At Partridge only two are dead, although not a building is standing.  It is impossible to tell where Partridge was, as the whole surrounding country is in ashes.  Passenger traffic was resumed on the St. Paul and Duluth to-day, but Great Northern through trains will not be running for some time. William Best, engineer of the passenger train on the Easter Minnesota Road which saved many lives, said to-day:  “Soon after leaving Superior, at 11:15 P. M. on Saturday, I had to light the headlight owing to the dense smoke, which turned day into night.  The heat as we approached Hinckley increased, I expected that when we reached that point we would get in the open and escape the smoke.           
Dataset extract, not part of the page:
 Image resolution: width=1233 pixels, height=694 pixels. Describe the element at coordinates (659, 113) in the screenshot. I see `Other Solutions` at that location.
“My surprise was great, therefore, when we found the fire right upon the town.  It took but a glance to see that the town was doomed.  The wind blew with great velocity, and the flames fairly leaped through the air.           

“The people, taken by surprise, were helpless.  Almost in an instant the town was swept by billows of flames.  We could not pass Hinckley, and there was no use to look for orders, for communication was cut off.  It was one of those cases where men have to make up their minds in an instant what is to be done and to do it without hesitation.           
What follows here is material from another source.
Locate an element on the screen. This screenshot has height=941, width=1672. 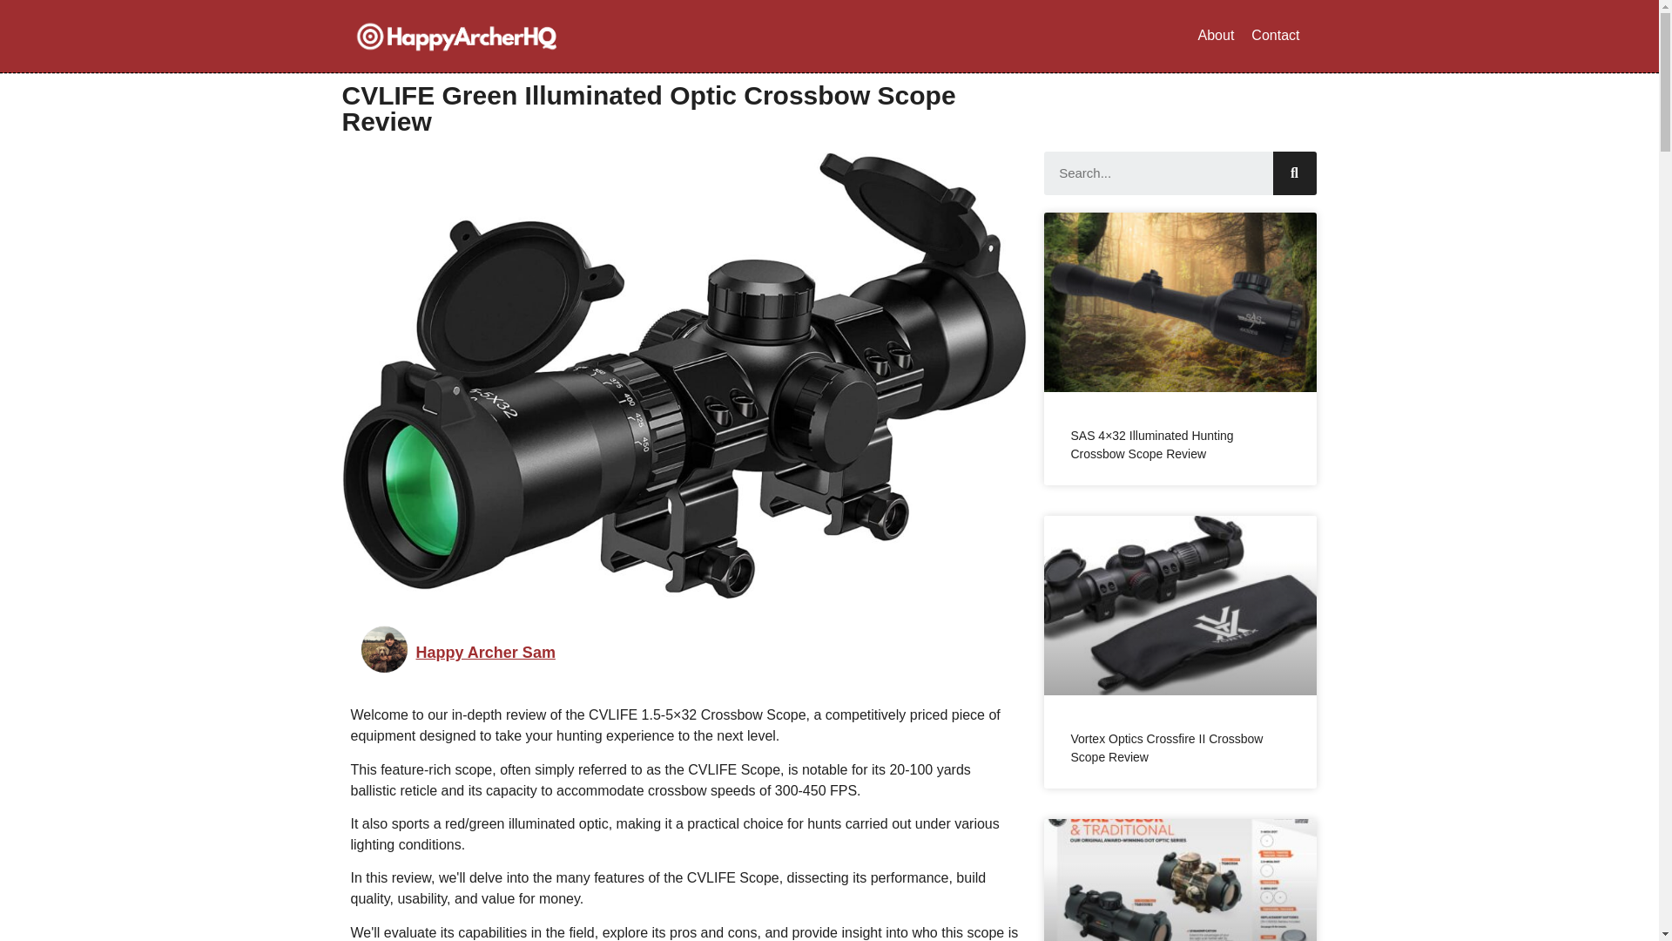
Search is located at coordinates (1294, 172).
“Here were hundreds of panic-stricken people who were doomed if they were not instantly rescued.  On the other hand, the safety of the train and its passengers lay in prompt retreat.  To stay and rescue as many as we could was our duty, of course, but the great question, and upon it hung the lives of many hundreds, was how long dare we wait.           

“Edward Barry was there with No. 28, in charge of the engine, and W. D. Campbell, the conductor, as plucky and brave fellows as ever passed a milepost.  We knew we were safe in making time, for we could return on 28’s time, and as this train had the right of way, we knew that no other train would dare to stay on the main line without orders, if moving South.           
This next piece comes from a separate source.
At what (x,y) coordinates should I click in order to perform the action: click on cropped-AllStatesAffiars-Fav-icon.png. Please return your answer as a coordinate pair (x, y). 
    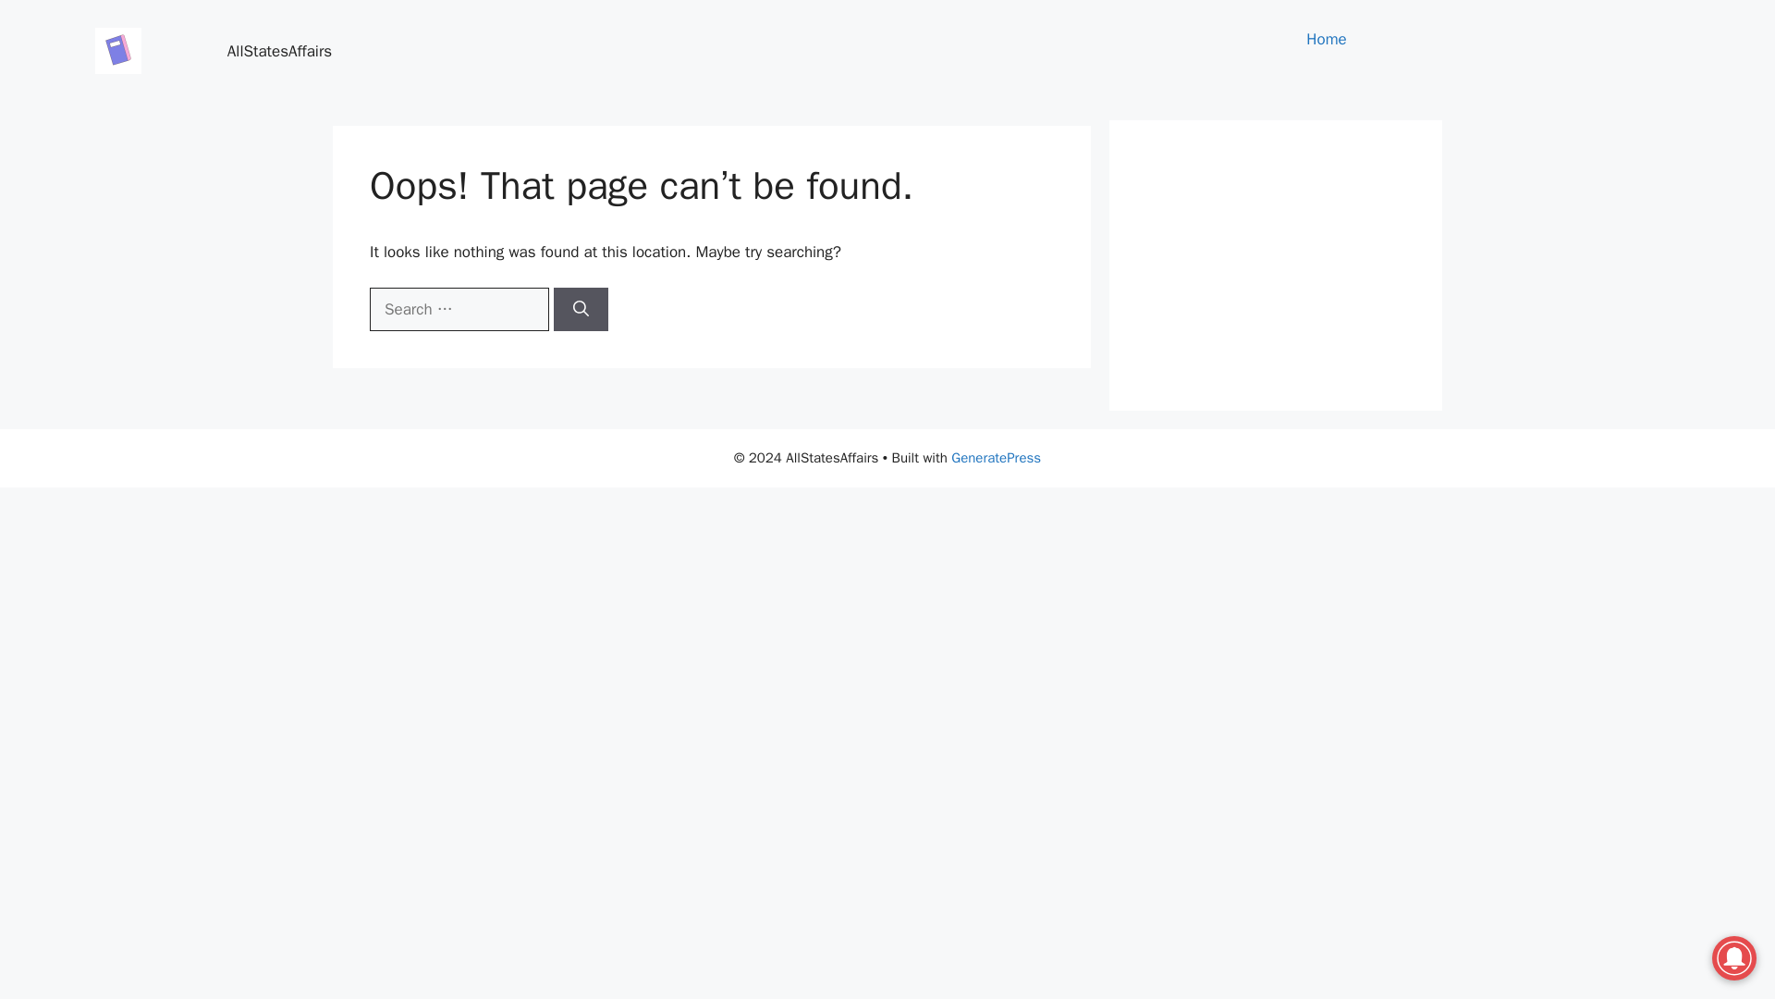
    Looking at the image, I should click on (118, 50).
“We hastily coupled a portion of Campbell’s freight train, with the engine ahead, on to the rear of our train.  The flame-pursued people rushed toward our train and piled into the cars.  Some of them were aged, and there were women and children who had to be helped aboard.  We had to shift the position of the train several times to prevent it taking fire.  We were almost breathing fire as it was.  We saw people fall down, overcome by the heat and smoke.  I saw mothers and their babies make a desperate effort to shelter their helpless charges.           

“A few of our passengers became panic-stricken and wanted me to pull out, regardless of the suffers at Hinckley, but none of us thought of doing such a cowardly act.  We got about 150 Hinckley people aboard—maybe more—and slipped off to take the others who had run up the track.  We could not rescue all the people, for they could not get on the train.  As many as came to us could be taken.